This post is part of a ten-part series drawing from the Arts and Faith Top 100 Films. You can read the introduction the series here, along with the schedule of films to be featured.
We are three films into our series, and for me, this one was the toughest film yet. While most or all of the films included in this series requires a certain slowing down from the frenetic pace of postmodern culture and a cultivating of contemplation, Philip Gröning’s documentary film, Into Great Silence, requires an extra order of inner stilling from the viewer.
In this film, Gröning takes us inside the Grande Chartreuse monastery in the French Alps to see the daily lives of the members of the reclusive Carthusian Order, which dates back to the 11th century. This is a film without plot, without development of characters (the individual isn’t that important in the monastery), and without verbal explanation of what we are seeing. We are left to deduce what we can from the almost unrelenting silence and the gorgeous imagery. And gorgeous it is. From the majesty of the French Alps which surround the monastery to the still life-like imagery of a sliced apple, a lit candle, or a chorus of falling snowflakes to the portraits of each monk in intimate close-up, this film is like one long, kinetic painting. Even the color tones of the monastery resemble a canvas. The visuals are broken up with chant and with bare quotations displayed on black screen. Chief among these quotations (because they are used multiple times throughout the film) are these: “O Lord, you have seduced me, and I was seduced” and “Anyone who does not give up all he has cannot be my disciple.” And bookending the entire film is 1 Kings 19:11-13 in which we find that God is not in the earthquake or the wind or the fire … but in the silence.
I watched this film, almost three hours long, in two segments. I struggled much more through the first segment than through the second. In between, I read up a bit on the Carthusian Order. Understanding more about this community and why they do what they do helped me appreciate the second half of the film more. The Carthusian Order’s website explained to me why they live in solitude and spend most of their day praying, studying, and worshiping:
The Carthusians consecrate their lives entirely to prayer and seeking God in the secret of their hearts. They intercede for the Church and for the salvation of the whole world.
As I read more about this religious order, I came to understand that they are truly cloistered away. Nobody gets into their monastery unless they have serious interest in pursuing their way of life. They have almost no visitors (except family members once or twice a year) and have virtually no contact with the media. They don’t take in curious pilgrims. And they try to dissuade those who attempt to join them. This is unlike, say, the Benedictines, who consider hospitality to the stranger to be a huge part of their call. When one understands that virtually no one has managed to see what life inside the order is like, it becomes easier to appreciate what this film accomplished. Gröning was allowed to live inside the Grande Chartreuse monastery for six months, gaining unprecedented access to this hidden way of life. His spare cinematography and immersive approach to filmmaking is about as close as any of us noncloistered folk will get to life in a set-apart monastery.
Now, I will admit that I struggle greatly with the idea of Christians shutting themselves away from the rest of the world. After all, Jesus prayed to God the Father,
My prayer is not that you take them out of the world but that you protect them from the evil one. … As you sent me into the world, I have sent them into the world.–John 17:15, 18 (NIV)
I maintain that the normal call of the Christian is into the world with the light of Christ, not out of the world in search of spiritual perfection. Such a perfection is, of course, unattainable; after all, wherever I go, there I am. I bring my sin, struggle, brokenness, and navel gazing wherever I go. I can work to overcome it, with the empowering of God, but it will be a battle within a cloister just as it is within the world.
But even more importantly, to cloister oneself away is to separate oneself from other human beings who need to know the love and beauty of Christ. It feels self-protective instead of self-giving.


## Exercise aim
Reproduction without pictures: print every entry precisely as written.
Start of Block
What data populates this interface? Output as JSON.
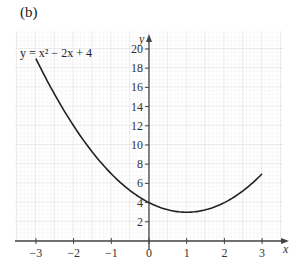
{
  "panel_label": "(b)",
  "chart_data": {
    "type": "line",
    "title": "",
    "xlabel": "x",
    "ylabel": "y",
    "equation_label": "y = x² − 2x + 4",
    "xlim": [
      -3.5,
      3.6
    ],
    "ylim": [
      0,
      21
    ],
    "grid": true,
    "x_ticks": [
      -3,
      -2,
      -1,
      0,
      1,
      2,
      3
    ],
    "x_tick_labels": [
      "−3",
      "−2",
      "−1",
      "0",
      "1",
      "2",
      "3"
    ],
    "y_ticks": [
      2,
      4,
      6,
      8,
      10,
      12,
      14,
      16,
      18,
      20
    ],
    "y_tick_labels": [
      "2",
      "4",
      "6",
      "8",
      "10",
      "12",
      "14",
      "16",
      "18",
      "20"
    ],
    "series": [
      {
        "name": "y = x² − 2x + 4",
        "x": [
          -3,
          -2.5,
          -2,
          -1.5,
          -1,
          -0.5,
          0,
          0.5,
          1,
          1.5,
          2,
          2.5,
          3
        ],
        "y": [
          19,
          15.25,
          12,
          9.25,
          7,
          5.25,
          4,
          3.25,
          3,
          3.25,
          4,
          5.25,
          7
        ]
      }
    ],
    "colors": {
      "curve": "#222222",
      "axis": "#444444",
      "grid_minor": "#e2e2e2",
      "grid_major": "#c8c8c8"
    }
  }
}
End of Block
## Result below
What data populates this interface? Output as JSON.
{
  "panel_label": "(b)",
  "chart_data": {
    "type": "line",
    "title": "",
    "xlabel": "x",
    "ylabel": "y",
    "equation_label": "y = x² − 2x + 4",
    "xlim": [
      -3.5,
      3.6
    ],
    "ylim": [
      0,
      21
    ],
    "grid": true,
    "x_ticks": [
      -3,
      -2,
      -1,
      0,
      1,
      2,
      3
    ],
    "x_tick_labels": [
      "−3",
      "−2",
      "−1",
      "0",
      "1",
      "2",
      "3"
    ],
    "y_ticks": [
      2,
      4,
      6,
      8,
      10,
      12,
      14,
      16,
      18,
      20
    ],
    "y_tick_labels": [
      "2",
      "4",
      "6",
      "8",
      "10",
      "12",
      "14",
      "16",
      "18",
      "20"
    ],
    "series": [
      {
        "name": "y = x² − 2x + 4",
        "x": [
          -3,
          -2.5,
          -2,
          -1.5,
          -1,
          -0.5,
          0,
          0.5,
          1,
          1.5,
          2,
          2.5,
          3
        ],
        "y": [
          19,
          15.25,
          12,
          9.25,
          7,
          5.25,
          4,
          3.25,
          3,
          3.25,
          4,
          5.25,
          7
        ]
      }
    ],
    "colors": {
      "curve": "#222222",
      "axis": "#444444",
      "grid_minor": "#e2e2e2",
      "grid_major": "#c8c8c8"
    }
  }
}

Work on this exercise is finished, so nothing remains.